* Exercise goal
Go over the data and keep only the lines that include "Where".

* Extracted records
═══

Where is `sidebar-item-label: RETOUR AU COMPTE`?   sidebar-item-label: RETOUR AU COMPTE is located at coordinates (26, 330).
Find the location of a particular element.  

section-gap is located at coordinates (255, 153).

═══

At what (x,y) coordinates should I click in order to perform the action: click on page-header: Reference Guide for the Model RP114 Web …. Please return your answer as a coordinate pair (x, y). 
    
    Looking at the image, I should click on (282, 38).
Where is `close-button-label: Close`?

═══

* Solution to the problem
Where is `sidebar-item-label: RETOUR AU COMPTE`?   sidebar-item-label: RETOUR AU COMPTE is located at coordinates (26, 330).
Where is `close-button-label: Close`?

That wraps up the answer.